Photo: Lara and Susie Photography
There’s no rule that says a wedding has to look like lace and champagne flutes. If your life is already lived through a scene, style, or subculture, why should your wedding day be any different? Forget toning it down for the sake of tradition. This is your chance to turn the volume up.
If you’re anarcho-punk, it could be patches stitched across your suit jacket, vows shouted over feedback, or a reception playlist that rages against the wedding industry machine. If BDSM is part of your world, you might swap rings for collars, keep the guestlist tight to those who understand your community, or use leather and chains as décor that actually means something to you.

Cyberpunks might lean into neon lighting, glitchy visuals, or a Blade Runner-worthy city backdrop. Cosplayers can blur the line between performance and ceremony, bringing favourite characters or worlds into the day, and LARPers could turn their day into a quest, with guests in armour and goblets raised in the feast hall.

Photo: Pink Feather Photography
Goths have been rewriting wedding aesthetics for decades – black lace, candlelit ceremonies, cemetery photo shoots – and dark academia lovers might find their altar in a library, with handwritten vows on parchment and candle-filled halls.

Photo: Wild White Photo Co.
Is emo more your style? Its time to double down on the checkerboard print, wear your favourite Vans and put your wedding party in band tees. And if you’re a gamer, this is your opportunity to set up your very own arcade to keep your guests entertained,

Photo: Alt Wedding Co.
Not to be a cliché, but only limit if your imagination! Don’t water down your identity into a token detail that fits neatly on Instagram or is palatable to the other people. Your wedding should feel like an extension of the life you already live. Whether that means spikes and studs, pixelated graphics, or incense and protest banners, your wedding doesn’t have to be a costume change. It can be the truest version of you.
But what about the people who don’t “get it”?
Some guests simply won’t understand why you’re dressed in latex, fairy wings, or corpse paint. That’s their problem, not yours. You’re not staging a performance for approval. You’re inviting them into your world for a day. If they love you, they’ll respect that, even if they don’t fully get it. If they can’t handle it, they don’t have to attend and that says more about them than it does about you.

Photo: Raw Photography
Worried it might be “too much”?
There’s no such thing. The only thing that’s “too much” is doing a watered-down version of yourself to make other people comfortable. If you’re hesitating, ask yourself: will I look back and regret not going harder? Chances are, you’ll wish you’d been braver, louder, and more unapologetic.
The wedding industry will try to pull you back in
Glossy adverts, Pinterest boards, and endless “must-haves” will whisper that you need to look a certain way or spend a certain amount to make it count. Remember, the industry profits when you feel insecure and when you believe your own ideas aren’t enough. Close the tabs. Step away from the trends. Trust your gut over the algorithm.

Photo: Birgitta Zoutman Photography
A subculture wedding isn’t about being weird for weird’s sake. It’s about honouring who you are, who you love, and the community you’re part of. Whether you’re howling at the moon in black velvet, staging a boss battle in the park, or saying vows under UV lights, this is your reminder: your wedding doesn’t have to look like theirs. It only has to look like yours.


## Required action:
Search the material for the string "opta" and copy each line where it occurs.
**** Excerpted records
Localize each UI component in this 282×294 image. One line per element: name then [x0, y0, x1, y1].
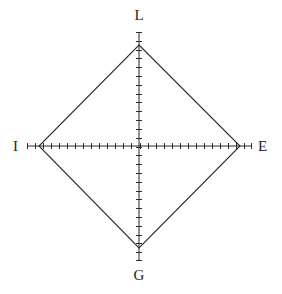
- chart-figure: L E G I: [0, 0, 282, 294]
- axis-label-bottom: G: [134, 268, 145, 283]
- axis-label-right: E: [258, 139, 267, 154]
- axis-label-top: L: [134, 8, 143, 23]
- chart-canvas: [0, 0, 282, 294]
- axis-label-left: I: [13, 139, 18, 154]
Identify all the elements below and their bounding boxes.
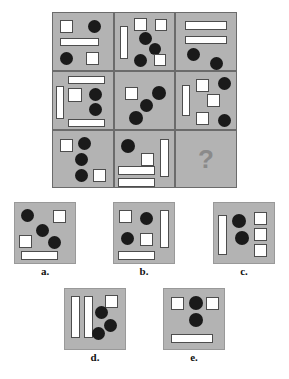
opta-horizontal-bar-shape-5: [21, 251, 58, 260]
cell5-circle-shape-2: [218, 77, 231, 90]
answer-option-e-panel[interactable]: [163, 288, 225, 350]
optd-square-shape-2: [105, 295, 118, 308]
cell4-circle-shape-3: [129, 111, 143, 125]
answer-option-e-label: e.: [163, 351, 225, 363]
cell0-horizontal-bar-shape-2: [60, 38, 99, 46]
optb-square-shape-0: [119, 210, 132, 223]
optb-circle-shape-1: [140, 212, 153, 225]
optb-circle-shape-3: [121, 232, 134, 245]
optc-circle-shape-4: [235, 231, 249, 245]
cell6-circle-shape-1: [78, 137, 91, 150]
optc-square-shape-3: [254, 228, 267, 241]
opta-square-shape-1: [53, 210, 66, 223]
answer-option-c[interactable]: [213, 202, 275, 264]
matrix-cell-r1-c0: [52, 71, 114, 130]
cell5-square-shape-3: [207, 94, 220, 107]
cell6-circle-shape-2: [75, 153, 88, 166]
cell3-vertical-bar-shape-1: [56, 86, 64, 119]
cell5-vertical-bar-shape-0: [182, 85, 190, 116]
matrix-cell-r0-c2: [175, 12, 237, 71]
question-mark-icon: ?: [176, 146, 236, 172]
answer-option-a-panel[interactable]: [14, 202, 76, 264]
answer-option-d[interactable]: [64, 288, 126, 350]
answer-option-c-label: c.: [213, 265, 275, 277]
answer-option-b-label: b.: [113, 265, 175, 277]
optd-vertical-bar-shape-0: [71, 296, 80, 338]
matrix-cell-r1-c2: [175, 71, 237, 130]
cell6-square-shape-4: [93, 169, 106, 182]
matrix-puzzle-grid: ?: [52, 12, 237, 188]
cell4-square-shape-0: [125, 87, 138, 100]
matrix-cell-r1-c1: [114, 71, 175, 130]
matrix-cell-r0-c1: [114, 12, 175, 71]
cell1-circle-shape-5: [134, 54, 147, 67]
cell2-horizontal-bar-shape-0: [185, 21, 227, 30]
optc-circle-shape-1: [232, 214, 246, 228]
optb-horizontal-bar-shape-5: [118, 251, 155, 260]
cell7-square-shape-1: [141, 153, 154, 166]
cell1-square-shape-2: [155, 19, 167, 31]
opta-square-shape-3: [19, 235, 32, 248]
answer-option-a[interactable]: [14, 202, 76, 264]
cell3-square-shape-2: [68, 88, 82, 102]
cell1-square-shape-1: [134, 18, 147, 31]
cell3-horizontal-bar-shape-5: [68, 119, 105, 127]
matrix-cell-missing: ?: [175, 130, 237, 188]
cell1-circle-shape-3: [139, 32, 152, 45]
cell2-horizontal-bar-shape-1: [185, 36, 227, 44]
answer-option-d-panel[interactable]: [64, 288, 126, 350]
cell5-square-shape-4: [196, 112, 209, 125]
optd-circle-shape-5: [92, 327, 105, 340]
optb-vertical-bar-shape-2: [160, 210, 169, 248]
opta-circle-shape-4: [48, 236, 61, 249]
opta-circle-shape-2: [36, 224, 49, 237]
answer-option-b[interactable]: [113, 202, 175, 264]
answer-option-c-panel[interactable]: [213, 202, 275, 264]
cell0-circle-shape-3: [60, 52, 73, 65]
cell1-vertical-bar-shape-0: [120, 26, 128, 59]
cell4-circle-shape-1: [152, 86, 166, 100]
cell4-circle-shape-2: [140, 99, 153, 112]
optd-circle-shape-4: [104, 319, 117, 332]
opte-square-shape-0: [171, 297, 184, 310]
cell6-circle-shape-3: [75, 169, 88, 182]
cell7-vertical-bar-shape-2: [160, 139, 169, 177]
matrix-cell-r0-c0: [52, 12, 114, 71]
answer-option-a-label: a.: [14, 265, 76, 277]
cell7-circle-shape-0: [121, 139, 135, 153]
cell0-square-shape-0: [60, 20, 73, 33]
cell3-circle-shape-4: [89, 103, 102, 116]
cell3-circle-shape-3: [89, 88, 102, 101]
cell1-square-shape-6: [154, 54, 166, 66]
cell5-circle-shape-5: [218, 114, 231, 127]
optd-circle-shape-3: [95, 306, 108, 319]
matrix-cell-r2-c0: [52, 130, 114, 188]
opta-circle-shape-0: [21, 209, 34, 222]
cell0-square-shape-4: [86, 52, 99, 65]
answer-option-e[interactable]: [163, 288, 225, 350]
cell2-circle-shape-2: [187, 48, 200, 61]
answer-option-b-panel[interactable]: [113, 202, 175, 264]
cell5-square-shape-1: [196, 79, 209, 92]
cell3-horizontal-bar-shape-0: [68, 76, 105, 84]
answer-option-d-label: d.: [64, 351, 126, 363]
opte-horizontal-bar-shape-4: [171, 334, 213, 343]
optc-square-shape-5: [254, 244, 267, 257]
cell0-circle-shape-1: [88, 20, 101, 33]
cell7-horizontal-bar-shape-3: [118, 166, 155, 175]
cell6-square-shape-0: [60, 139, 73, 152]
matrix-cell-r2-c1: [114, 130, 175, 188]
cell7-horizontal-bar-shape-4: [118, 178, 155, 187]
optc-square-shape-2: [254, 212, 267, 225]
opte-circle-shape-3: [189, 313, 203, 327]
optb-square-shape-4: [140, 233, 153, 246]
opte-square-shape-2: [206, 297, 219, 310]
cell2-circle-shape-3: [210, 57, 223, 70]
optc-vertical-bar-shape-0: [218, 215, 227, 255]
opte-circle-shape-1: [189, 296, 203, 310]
********
**** Excerpted records
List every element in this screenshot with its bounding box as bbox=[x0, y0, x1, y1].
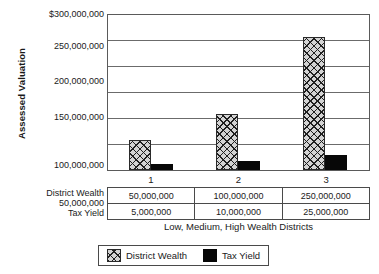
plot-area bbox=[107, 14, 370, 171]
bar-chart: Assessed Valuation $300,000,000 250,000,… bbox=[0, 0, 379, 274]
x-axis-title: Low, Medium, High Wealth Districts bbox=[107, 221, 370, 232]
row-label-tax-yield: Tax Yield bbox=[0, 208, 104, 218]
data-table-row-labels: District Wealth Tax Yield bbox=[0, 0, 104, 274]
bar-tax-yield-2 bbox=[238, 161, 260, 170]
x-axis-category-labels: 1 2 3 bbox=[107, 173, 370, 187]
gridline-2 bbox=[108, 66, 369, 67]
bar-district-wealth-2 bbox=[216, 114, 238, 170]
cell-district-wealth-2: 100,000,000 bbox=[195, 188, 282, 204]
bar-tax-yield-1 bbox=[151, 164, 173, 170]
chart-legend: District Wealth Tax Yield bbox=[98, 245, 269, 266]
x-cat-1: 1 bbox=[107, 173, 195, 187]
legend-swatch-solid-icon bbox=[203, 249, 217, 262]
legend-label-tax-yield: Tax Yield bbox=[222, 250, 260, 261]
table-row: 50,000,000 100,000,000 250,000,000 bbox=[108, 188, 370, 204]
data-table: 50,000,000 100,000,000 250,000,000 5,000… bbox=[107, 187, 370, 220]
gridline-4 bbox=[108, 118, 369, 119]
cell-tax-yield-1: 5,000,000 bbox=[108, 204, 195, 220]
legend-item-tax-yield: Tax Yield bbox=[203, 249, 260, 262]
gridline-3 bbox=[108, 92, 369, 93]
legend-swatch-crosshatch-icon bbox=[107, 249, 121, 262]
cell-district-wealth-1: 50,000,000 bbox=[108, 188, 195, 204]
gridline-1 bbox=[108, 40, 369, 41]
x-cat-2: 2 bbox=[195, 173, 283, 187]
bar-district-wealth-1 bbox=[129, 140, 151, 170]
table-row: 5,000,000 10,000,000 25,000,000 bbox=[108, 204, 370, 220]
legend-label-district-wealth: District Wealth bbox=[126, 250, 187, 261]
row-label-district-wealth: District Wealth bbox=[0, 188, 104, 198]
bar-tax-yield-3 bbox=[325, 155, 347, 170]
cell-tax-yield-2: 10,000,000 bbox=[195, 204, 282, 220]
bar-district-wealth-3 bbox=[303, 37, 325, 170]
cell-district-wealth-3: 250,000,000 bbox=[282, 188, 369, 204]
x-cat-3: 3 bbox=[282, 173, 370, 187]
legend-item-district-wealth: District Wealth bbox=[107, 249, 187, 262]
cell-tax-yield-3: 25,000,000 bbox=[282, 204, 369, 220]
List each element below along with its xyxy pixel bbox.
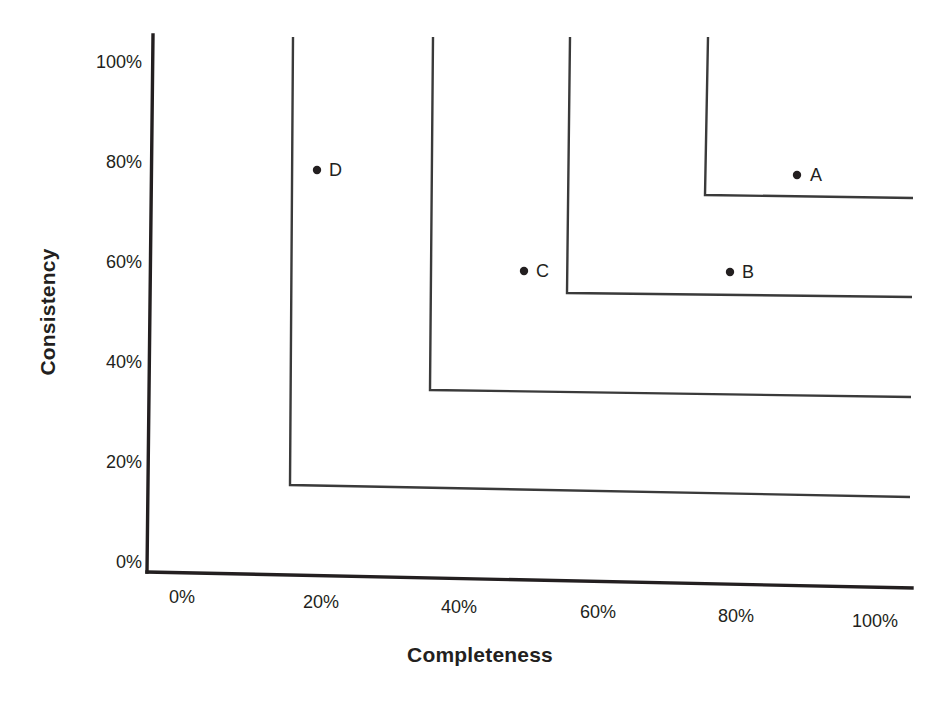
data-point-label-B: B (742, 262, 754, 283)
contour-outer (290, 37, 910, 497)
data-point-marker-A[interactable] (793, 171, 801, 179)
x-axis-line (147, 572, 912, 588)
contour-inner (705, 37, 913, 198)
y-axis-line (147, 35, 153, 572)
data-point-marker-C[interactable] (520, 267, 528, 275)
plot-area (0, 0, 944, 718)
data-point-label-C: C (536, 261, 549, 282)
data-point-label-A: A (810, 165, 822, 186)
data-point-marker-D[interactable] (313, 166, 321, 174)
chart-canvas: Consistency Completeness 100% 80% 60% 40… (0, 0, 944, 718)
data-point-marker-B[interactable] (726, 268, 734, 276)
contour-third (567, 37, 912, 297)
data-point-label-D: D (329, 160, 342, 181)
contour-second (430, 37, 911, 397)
********
## Worked solution:
opta-horizontal-bar-shape-5: [21, 251, 58, 260]
opta-square-shape-1: [53, 210, 66, 223]
opta-square-shape-3: [19, 235, 32, 248]
opta-circle-shape-4: [48, 236, 61, 249]
opta-circle-shape-2: [36, 224, 49, 237]
opta-circle-shape-0: [21, 209, 34, 222]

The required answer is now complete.